Disease Detectives monitor Wastewater to help Zero In on Coronavirus, Monkeypox, and Polio

As CNN reports, early in the coronavirus pandemic, health officials closely monitored sewage samples for signs of the virus to track where it could be circulating. Now, that technique is being used to detect other infectious diseases: polio and monkeypox.

Some disease detectives in the United States are narrowing their wastewater surveillance efforts to zero in on specific buildings and to identify hot spots for a growing list of diseases.

“Some wastewater surveillance is done at the community level, and some is done at the building level, which is a little bit better nuanced in terms of trying to target messaging,” said Lori Tremmel Freeman, chief executive officer of the National Association of County and City Health Officials. “For example, in some of our jurisdictions, they’ll monitor a large hotel or a prison setting,” she said. “If it pops up there, you can target messaging directly to that building.”

A building-level approach to wastewater surveillance is underway at all 11 hospitals within the NYC Health + Hospitals integrated health care system in New York City. The system launched a surveillance program in February to test sewage for coronavirus and flu viruses in wastewater from its hospitals, and the program expanded in August to include testing for polio and monkeypox, according to a company announcement.

“With the increase in rapid tests and the decline of federal funding for the Covid response this spring, wastewater testing was an affordable, easy way for us to track the presence of Covid in the community without needing patients to take a test,” Dr. Mitchell Katz, president and CEO of NYC Health + Hospitals, said in the announcement. “Now, with the arrival of monkeypox and polio in New York City, we have a system in place to test for those viruses and use that data to inform our response.”

Using the wastewater testing data, “we’ve been able to tell about 10 to 14 days prior to when we’re going to see an onset of having our patients show up sick,” Silvera said. “People are shedding the virus when they use the bathroom,” she said. “So if we’re testing our wastewater, then we can tell whether or not there’s an uptick in virus in the community at that given point. And then it ends up showing when people start presenting symptoms 10 to 14 days later.”

According to the US Centers for Disease Control and Prevention (CDC), wastewater surveillance involves testing sewage to determine whether feces and other types of human waste in untreated sewage contain genetic material from viruses or bacteria that can make people sick. That material, either RNA or DNA, can be detected in wastewater — but it does not indicate whether the pathogen is infectious in the water itself.

“We’re really focused on understanding what is the burden of disease and how much disease is in the community with these measurements,” said Marlene Wolfe, an assistant professor of environmental health at Emory University and co-principal investigator for WastewaterSCAN, a national wastewater surveillance initiative.

“Wastewater surveillance, the reason it works so well is because everyone in the community is contributing their sample to the sewer system daily,” she said. “For some places, that might be most of the population of the county is contributing to that one plant, and for some places, it might be that even in just one city, there are several plants that are covering different parts of the population.”

According to the National Library of Medicine, wastewater surveillance dates to the 1940s, when researchers used it to find carriers of the bacteria that cause typhoid fever or to detect polio. Since then, wastewater surveillance has been used to help with tracking infectious diseases on a global scale — but the technique was far from mainstream before Covid-19 emerged. This coronavirus is the first respiratory virus tracked with wastewater, Wolfe said.

In response to the pandemic, the CDC launched the National Wastewater Surveillance System in September 2020. Local public health departments use it to submit their wastewater testing data to CDC. The system analyzes that data and reports the results back to the health departments for use in their Covid-19 response.

According to CNN, the WastewaterSCAN initiative, based at Stanford University and completely separate from the CDC’s system, launched in November 2020 to scan sewage samples for SARS-CoV-2, the virus that causes Covid-19. Since then, the program has expanded to monitor more sewage plants and track more pathogens.

As of last week, the initiative — which involves a partnership between universities, nonprofits and the research company Verily — monitors 48 treatment plants across 16 states for the coronavirus and its BA.4 and BA.5 subvariants, as well as monkeypox, influenza A and respiratory syncytial virus.

When new threats emerge, it is “relatively easy” to use wastewater samples from the initiative to immediately test for whatever that threat might be, Wolfe said.

“That’s what we were just recently able to do for monkeypox, which was really exciting because we were able to roll it out very quickly, and we saw in a number of places, including Atlanta, that we had monkeypox DNA detectable in the wastewater from the time we started monitoring, which was pretty early in the outbreak,” she said. “That’s the advantage of having this kind of population-level network that allows us to speak to the overall trends in infectious disease outbreaks.”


WORK ORDER: All of the records below need to be written out exactly, but without the pictures.

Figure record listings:

=== Begin Enclosure ===

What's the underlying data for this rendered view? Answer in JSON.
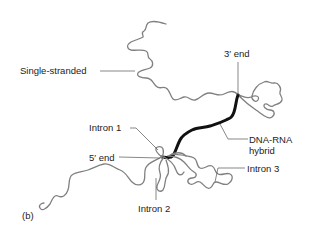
{
  "figure": {
    "panel_label": "(b)",
    "colors": {
      "single_strand": "#808080",
      "dna_rna_hybrid": "#111111",
      "leader_lines": "#555555",
      "text": "#222222"
    },
    "labels": {
      "single_stranded": "Single-stranded",
      "three_prime_end": "3′ end",
      "intron1": "Intron 1",
      "five_prime_end": "5′ end",
      "dna_rna_hybrid_line1": "DNA-RNA",
      "dna_rna_hybrid_line2": "hybrid",
      "intron3": "Intron 3",
      "intron2": "Intron 2"
    }
  }
}
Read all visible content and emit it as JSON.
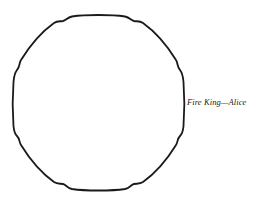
{
  "diagram": {
    "shape": "rounded-octagon-outline",
    "stroke_color": "#1a1a1a",
    "label": "Fire King—Alice"
  }
}
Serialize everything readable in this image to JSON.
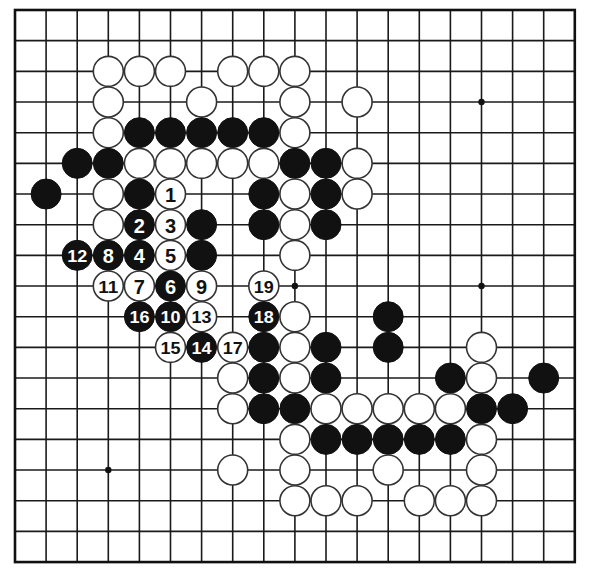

=== End Enclosure ===

RESPONSE TO THE EXERCISE:
What's the underlying data for this rendered view? Answer in JSON.
{
  "figure": {
    "panel_label": "(b)",
    "colors": {
      "single_strand": "#808080",
      "dna_rna_hybrid": "#111111",
      "leader_lines": "#555555",
      "text": "#222222"
    },
    "labels": {
      "single_stranded": "Single-stranded",
      "three_prime_end": "3′ end",
      "intron1": "Intron 1",
      "five_prime_end": "5′ end",
      "dna_rna_hybrid_line1": "DNA-RNA",
      "dna_rna_hybrid_line2": "hybrid",
      "intron3": "Intron 3",
      "intron2": "Intron 2"
    }
  }
}
Read all visible content and emit it as JSON.
{
  "diagram": {
    "shape": "rounded-octagon-outline",
    "stroke_color": "#1a1a1a",
    "label": "Fire King—Alice"
  }
}
Serialize everything readable in this image to JSON.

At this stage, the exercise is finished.